Colour-changing smart bandage detects and treats bacterial infection
Prototypes of smart bandages include those that can change colour in response to heat, kill bacteria, monitor chronic wounds and deliver drugs on a schedule, but it still takes time to figure out if a particular infection is drug-resistant or not. Researchers from the Chinese Academy of Sciences (CAS) in Beijing have introduced a new concept bandage that changes colour to signal the presence of drug-resistant or drug-sensitive bacteria and releases the appropriate chemicals to kill them off.
Its colour-changing mechanism is made possible by a simple pH indicator loaded into the paper-based bandage, which responds to the acidic environments created by pathogenic bacteria. Beginning with olive green when it is first applied to the wound, detecting antibiotic-sensitive bacteria will turn the bandage yellow over about four hours and; if it detects drug-resistant bacteria, it will turn red.

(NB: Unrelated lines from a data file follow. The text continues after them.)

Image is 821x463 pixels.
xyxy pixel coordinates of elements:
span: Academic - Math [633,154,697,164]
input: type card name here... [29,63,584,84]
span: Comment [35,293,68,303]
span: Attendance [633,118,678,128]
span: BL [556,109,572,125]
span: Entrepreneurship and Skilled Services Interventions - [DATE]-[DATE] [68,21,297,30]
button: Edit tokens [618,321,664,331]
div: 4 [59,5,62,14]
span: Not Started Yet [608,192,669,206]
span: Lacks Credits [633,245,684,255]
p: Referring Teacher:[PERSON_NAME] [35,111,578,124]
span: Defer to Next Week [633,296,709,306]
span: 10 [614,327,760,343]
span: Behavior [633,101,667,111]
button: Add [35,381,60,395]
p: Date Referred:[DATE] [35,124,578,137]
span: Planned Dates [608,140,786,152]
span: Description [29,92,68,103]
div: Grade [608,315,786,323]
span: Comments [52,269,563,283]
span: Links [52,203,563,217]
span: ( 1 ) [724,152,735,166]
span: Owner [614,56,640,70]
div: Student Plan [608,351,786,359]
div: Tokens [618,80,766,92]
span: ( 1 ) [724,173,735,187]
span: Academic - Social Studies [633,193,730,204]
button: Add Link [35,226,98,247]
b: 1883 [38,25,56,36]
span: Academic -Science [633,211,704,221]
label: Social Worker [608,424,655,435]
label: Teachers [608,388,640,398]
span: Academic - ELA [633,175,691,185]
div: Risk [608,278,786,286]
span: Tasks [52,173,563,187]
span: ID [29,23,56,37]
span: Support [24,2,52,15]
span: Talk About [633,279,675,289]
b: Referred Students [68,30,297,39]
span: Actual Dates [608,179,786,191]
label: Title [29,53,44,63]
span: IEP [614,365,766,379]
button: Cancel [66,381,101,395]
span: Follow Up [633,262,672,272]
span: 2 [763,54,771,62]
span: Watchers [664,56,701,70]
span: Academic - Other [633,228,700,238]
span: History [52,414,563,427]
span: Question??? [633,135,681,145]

As for its mode of attack, nanomaterials in the bandage containing the antibiotic ampicillin will dissolve under the acidic conditions of bacterial infection and subsequently kill the bacteria. However, for drug-resistant bacteria,the bandage also contains reactive oxygen species (ROS) that is released on bright light and are known to deal high damage to microbes.
This concept allows doctors and patients to respond as needed and saves antibiotics from being used unnecessarily, thus contributing to antibiotic resistance.It also cuts back on the time-consuming processes usually required to diagnose infections and determine if they’re drug-resistant, and slows the spread of that resistance.